Artist's Statement

Susan Ressler

All photographs were made with a Nikon F 35mm camera using TriX film. In the 1970s and 80s, I made gelatin silver prints on 11x14” Agfa Brovira fiber paper of this work. Today, I’m making archival digital facsimiles sized to 16x20” on rag paper from digital scans of the original prints and negatives.

Looking back on my 45-plus year career as an image-maker, “Executive Order,” the photographic series I completed from 1977- 1980, is one of the most important bodies of work I’ve made to date. Comprised of cooly calculated and geometrically precise photographs of executives and their offices, boardrooms and "power" lobbies, this series penetrates the inner sancta of America’s financial elites. The photographs document an era that, in retrospect, is now regarded as crucial to the rise of the multi-glomerate corporation. Just as President Carter was lamenting the turn towards consumerism as a “crisis of confidence” in American values, Ronald Reagan would assume power and bolster America’s faith in capitalism. Not since the 19th-century’s gilded age had the “robber barons” held such sway. My photographs give viewers a glimpse of the “greed is good” mentality, the ethos that David Frum and other political analysts say has “brought [us] modern life.”

My own crisis of values led me to make these photographs. I’d lived on a First Nations Indian reserve in northern Quebec in 1972, sent there by a world-renowned ethnographic filmmaker and anthropologist whom I’d met right after college. My experience living and photographing among such abject poverty, alcoholism, and the myriad challenges the families on the reserve faced, caused me to question the power relations in documentary photography. I did not want to photograph from a position of privilege, and thus I decided to “flip the script” and turn my lens on the wealthy and powerful. I’ve photographed affluence, especially in America, ever since.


# Task:
The goal is an unaltered copy of the records below, minus any images.

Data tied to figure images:

-----

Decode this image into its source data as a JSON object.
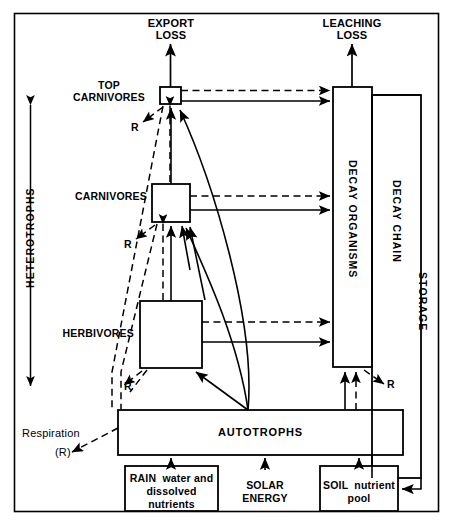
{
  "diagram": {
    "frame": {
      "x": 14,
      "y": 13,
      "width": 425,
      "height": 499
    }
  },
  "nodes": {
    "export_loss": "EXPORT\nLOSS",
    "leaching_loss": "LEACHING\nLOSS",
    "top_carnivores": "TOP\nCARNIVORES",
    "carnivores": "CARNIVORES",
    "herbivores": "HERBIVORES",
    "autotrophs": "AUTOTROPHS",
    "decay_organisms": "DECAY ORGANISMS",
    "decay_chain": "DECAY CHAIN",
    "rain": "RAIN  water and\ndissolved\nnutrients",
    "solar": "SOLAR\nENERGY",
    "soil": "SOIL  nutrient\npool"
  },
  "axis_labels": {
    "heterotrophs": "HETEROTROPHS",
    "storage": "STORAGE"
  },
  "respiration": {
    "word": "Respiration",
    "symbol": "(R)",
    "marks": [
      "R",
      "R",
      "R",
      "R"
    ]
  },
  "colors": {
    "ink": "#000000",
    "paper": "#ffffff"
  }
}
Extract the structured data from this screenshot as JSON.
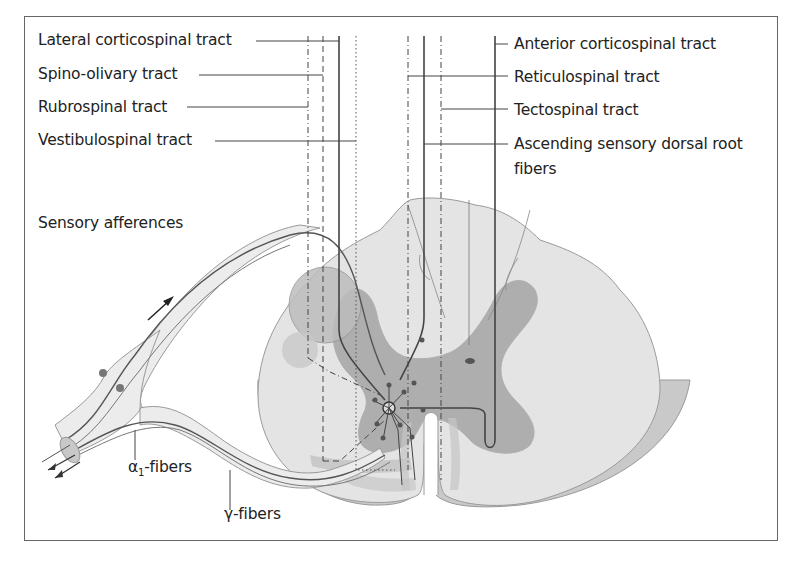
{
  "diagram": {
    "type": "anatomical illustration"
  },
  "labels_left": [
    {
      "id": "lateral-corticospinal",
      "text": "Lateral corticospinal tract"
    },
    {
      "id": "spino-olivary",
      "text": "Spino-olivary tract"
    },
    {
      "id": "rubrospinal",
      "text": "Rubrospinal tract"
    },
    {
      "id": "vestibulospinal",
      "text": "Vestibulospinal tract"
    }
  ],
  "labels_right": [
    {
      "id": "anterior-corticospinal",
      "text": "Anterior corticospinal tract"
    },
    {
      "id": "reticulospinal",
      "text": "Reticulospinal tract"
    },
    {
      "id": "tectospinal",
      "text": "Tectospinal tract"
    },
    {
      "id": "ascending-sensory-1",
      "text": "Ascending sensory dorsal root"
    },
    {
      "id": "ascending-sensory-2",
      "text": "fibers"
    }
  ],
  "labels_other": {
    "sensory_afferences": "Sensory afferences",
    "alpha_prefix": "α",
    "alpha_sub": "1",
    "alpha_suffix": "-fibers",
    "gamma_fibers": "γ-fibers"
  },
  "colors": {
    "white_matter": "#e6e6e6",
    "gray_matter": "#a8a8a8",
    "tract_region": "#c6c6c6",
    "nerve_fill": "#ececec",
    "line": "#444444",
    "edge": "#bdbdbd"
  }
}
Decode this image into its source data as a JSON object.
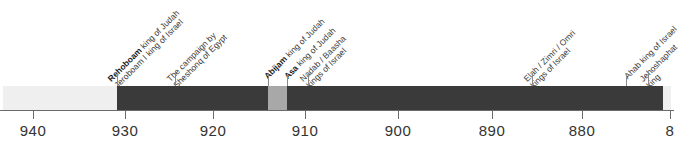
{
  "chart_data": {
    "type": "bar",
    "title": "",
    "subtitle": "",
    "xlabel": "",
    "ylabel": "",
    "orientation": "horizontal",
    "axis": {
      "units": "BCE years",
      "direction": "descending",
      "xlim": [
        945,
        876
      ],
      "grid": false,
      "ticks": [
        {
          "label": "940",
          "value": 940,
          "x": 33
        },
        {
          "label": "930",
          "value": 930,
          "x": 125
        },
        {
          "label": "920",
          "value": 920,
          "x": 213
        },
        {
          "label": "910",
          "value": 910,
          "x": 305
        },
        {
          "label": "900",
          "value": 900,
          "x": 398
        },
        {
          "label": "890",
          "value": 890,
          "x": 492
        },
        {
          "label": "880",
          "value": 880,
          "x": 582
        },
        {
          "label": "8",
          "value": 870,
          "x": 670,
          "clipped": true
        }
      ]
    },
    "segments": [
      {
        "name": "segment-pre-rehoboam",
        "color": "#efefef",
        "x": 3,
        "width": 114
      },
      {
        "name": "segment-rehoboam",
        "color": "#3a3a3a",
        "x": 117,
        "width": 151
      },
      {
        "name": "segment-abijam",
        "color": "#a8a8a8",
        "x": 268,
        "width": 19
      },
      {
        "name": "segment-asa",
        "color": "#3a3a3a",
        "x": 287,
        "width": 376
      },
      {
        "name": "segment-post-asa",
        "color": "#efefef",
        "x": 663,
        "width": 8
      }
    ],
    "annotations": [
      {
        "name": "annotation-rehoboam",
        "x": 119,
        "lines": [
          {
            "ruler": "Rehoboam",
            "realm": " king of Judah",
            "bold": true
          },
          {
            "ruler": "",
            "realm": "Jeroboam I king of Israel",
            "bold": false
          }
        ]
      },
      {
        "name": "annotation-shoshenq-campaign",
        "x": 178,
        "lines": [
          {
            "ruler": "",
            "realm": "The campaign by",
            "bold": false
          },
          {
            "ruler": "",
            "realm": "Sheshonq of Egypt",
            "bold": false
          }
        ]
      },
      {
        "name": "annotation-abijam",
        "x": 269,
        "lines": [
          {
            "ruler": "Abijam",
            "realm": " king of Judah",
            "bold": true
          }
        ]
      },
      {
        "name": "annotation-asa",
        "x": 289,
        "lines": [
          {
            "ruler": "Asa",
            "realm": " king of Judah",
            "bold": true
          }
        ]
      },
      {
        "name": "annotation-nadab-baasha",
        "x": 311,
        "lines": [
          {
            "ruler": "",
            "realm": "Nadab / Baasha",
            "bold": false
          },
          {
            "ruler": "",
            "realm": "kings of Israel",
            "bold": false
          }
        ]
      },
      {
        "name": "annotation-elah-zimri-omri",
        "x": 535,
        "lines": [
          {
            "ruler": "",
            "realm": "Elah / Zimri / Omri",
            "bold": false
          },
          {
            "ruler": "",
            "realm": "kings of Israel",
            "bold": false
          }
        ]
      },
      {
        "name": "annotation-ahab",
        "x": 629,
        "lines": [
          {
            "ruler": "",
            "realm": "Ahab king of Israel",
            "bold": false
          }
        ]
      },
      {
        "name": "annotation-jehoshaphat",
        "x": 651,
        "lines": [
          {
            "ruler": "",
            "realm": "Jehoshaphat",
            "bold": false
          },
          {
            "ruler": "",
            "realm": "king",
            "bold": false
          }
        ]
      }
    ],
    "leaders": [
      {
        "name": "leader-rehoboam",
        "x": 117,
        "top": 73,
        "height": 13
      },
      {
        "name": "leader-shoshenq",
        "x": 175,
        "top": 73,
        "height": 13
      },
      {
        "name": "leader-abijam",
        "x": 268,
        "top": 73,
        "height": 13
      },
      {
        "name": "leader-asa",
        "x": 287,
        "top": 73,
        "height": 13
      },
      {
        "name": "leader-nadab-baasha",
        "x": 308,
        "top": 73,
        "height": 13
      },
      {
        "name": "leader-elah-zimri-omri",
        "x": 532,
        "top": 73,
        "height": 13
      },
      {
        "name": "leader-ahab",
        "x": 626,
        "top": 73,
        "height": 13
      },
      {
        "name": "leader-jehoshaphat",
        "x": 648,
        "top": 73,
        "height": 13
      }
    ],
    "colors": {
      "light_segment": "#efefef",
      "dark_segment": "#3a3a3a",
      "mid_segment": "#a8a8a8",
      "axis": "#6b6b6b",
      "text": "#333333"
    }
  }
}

-----

# Answer below:
Decode this image into its source data as a JSON object.
{
  "diagram": {
    "frame": {
      "x": 14,
      "y": 13,
      "width": 425,
      "height": 499
    }
  },
  "nodes": {
    "export_loss": "EXPORT\nLOSS",
    "leaching_loss": "LEACHING\nLOSS",
    "top_carnivores": "TOP\nCARNIVORES",
    "carnivores": "CARNIVORES",
    "herbivores": "HERBIVORES",
    "autotrophs": "AUTOTROPHS",
    "decay_organisms": "DECAY ORGANISMS",
    "decay_chain": "DECAY CHAIN",
    "rain": "RAIN  water and\ndissolved\nnutrients",
    "solar": "SOLAR\nENERGY",
    "soil": "SOIL  nutrient\npool"
  },
  "axis_labels": {
    "heterotrophs": "HETEROTROPHS",
    "storage": "STORAGE"
  },
  "respiration": {
    "word": "Respiration",
    "symbol": "(R)",
    "marks": [
      "R",
      "R",
      "R",
      "R"
    ]
  },
  "colors": {
    "ink": "#000000",
    "paper": "#ffffff"
  }
}
Extract the structured data from this screenshot as JSON.
{
  "diagram": {
    "type": "anatomical illustration"
  },
  "labels_left": [
    {
      "id": "lateral-corticospinal",
      "text": "Lateral corticospinal tract"
    },
    {
      "id": "spino-olivary",
      "text": "Spino-olivary tract"
    },
    {
      "id": "rubrospinal",
      "text": "Rubrospinal tract"
    },
    {
      "id": "vestibulospinal",
      "text": "Vestibulospinal tract"
    }
  ],
  "labels_right": [
    {
      "id": "anterior-corticospinal",
      "text": "Anterior corticospinal tract"
    },
    {
      "id": "reticulospinal",
      "text": "Reticulospinal tract"
    },
    {
      "id": "tectospinal",
      "text": "Tectospinal tract"
    },
    {
      "id": "ascending-sensory-1",
      "text": "Ascending sensory dorsal root"
    },
    {
      "id": "ascending-sensory-2",
      "text": "fibers"
    }
  ],
  "labels_other": {
    "sensory_afferences": "Sensory afferences",
    "alpha_prefix": "α",
    "alpha_sub": "1",
    "alpha_suffix": "-fibers",
    "gamma_fibers": "γ-fibers"
  },
  "colors": {
    "white_matter": "#e6e6e6",
    "gray_matter": "#a8a8a8",
    "tract_region": "#c6c6c6",
    "nerve_fill": "#ececec",
    "line": "#444444",
    "edge": "#bdbdbd"
  }
}
Decode this image into its source data as a JSON object.
{
  "chart_data": {
    "type": "bar",
    "title": "",
    "subtitle": "",
    "xlabel": "",
    "ylabel": "",
    "orientation": "horizontal",
    "axis": {
      "units": "BCE years",
      "direction": "descending",
      "xlim": [
        945,
        876
      ],
      "grid": false,
      "ticks": [
        {
          "label": "940",
          "value": 940,
          "x": 33
        },
        {
          "label": "930",
          "value": 930,
          "x": 125
        },
        {
          "label": "920",
          "value": 920,
          "x": 213
        },
        {
          "label": "910",
          "value": 910,
          "x": 305
        },
        {
          "label": "900",
          "value": 900,
          "x": 398
        },
        {
          "label": "890",
          "value": 890,
          "x": 492
        },
        {
          "label": "880",
          "value": 880,
          "x": 582
        },
        {
          "label": "8",
          "value": 870,
          "x": 670,
          "clipped": true
        }
      ]
    },
    "segments": [
      {
        "name": "segment-pre-rehoboam",
        "color": "#efefef",
        "x": 3,
        "width": 114
      },
      {
        "name": "segment-rehoboam",
        "color": "#3a3a3a",
        "x": 117,
        "width": 151
      },
      {
        "name": "segment-abijam",
        "color": "#a8a8a8",
        "x": 268,
        "width": 19
      },
      {
        "name": "segment-asa",
        "color": "#3a3a3a",
        "x": 287,
        "width": 376
      },
      {
        "name": "segment-post-asa",
        "color": "#efefef",
        "x": 663,
        "width": 8
      }
    ],
    "annotations": [
      {
        "name": "annotation-rehoboam",
        "x": 119,
        "lines": [
          {
            "ruler": "Rehoboam",
            "realm": " king of Judah",
            "bold": true
          },
          {
            "ruler": "",
            "realm": "Jeroboam I king of Israel",
            "bold": false
          }
        ]
      },
      {
        "name": "annotation-shoshenq-campaign",
        "x": 178,
        "lines": [
          {
            "ruler": "",
            "realm": "The campaign by",
            "bold": false
          },
          {
            "ruler": "",
            "realm": "Sheshonq of Egypt",
            "bold": false
          }
        ]
      },
      {
        "name": "annotation-abijam",
        "x": 269,
        "lines": [
          {
            "ruler": "Abijam",
            "realm": " king of Judah",
            "bold": true
          }
        ]
      },
      {
        "name": "annotation-asa",
        "x": 289,
        "lines": [
          {
            "ruler": "Asa",
            "realm": " king of Judah",
            "bold": true
          }
        ]
      },
      {
        "name": "annotation-nadab-baasha",
        "x": 311,
        "lines": [
          {
            "ruler": "",
            "realm": "Nadab / Baasha",
            "bold": false
          },
          {
            "ruler": "",
            "realm": "kings of Israel",
            "bold": false
          }
        ]
      },
      {
        "name": "annotation-elah-zimri-omri",
        "x": 535,
        "lines": [
          {
            "ruler": "",
            "realm": "Elah / Zimri / Omri",
            "bold": false
          },
          {
            "ruler": "",
            "realm": "kings of Israel",
            "bold": false
          }
        ]
      },
      {
        "name": "annotation-ahab",
        "x": 629,
        "lines": [
          {
            "ruler": "",
            "realm": "Ahab king of Israel",
            "bold": false
          }
        ]
      },
      {
        "name": "annotation-jehoshaphat",
        "x": 651,
        "lines": [
          {
            "ruler": "",
            "realm": "Jehoshaphat",
            "bold": false
          },
          {
            "ruler": "",
            "realm": "king",
            "bold": false
          }
        ]
      }
    ],
    "leaders": [
      {
        "name": "leader-rehoboam",
        "x": 117,
        "top": 73,
        "height": 13
      },
      {
        "name": "leader-shoshenq",
        "x": 175,
        "top": 73,
        "height": 13
      },
      {
        "name": "leader-abijam",
        "x": 268,
        "top": 73,
        "height": 13
      },
      {
        "name": "leader-asa",
        "x": 287,
        "top": 73,
        "height": 13
      },
      {
        "name": "leader-nadab-baasha",
        "x": 308,
        "top": 73,
        "height": 13
      },
      {
        "name": "leader-elah-zimri-omri",
        "x": 532,
        "top": 73,
        "height": 13
      },
      {
        "name": "leader-ahab",
        "x": 626,
        "top": 73,
        "height": 13
      },
      {
        "name": "leader-jehoshaphat",
        "x": 648,
        "top": 73,
        "height": 13
      }
    ],
    "colors": {
      "light_segment": "#efefef",
      "dark_segment": "#3a3a3a",
      "mid_segment": "#a8a8a8",
      "axis": "#6b6b6b",
      "text": "#333333"
    }
  }
}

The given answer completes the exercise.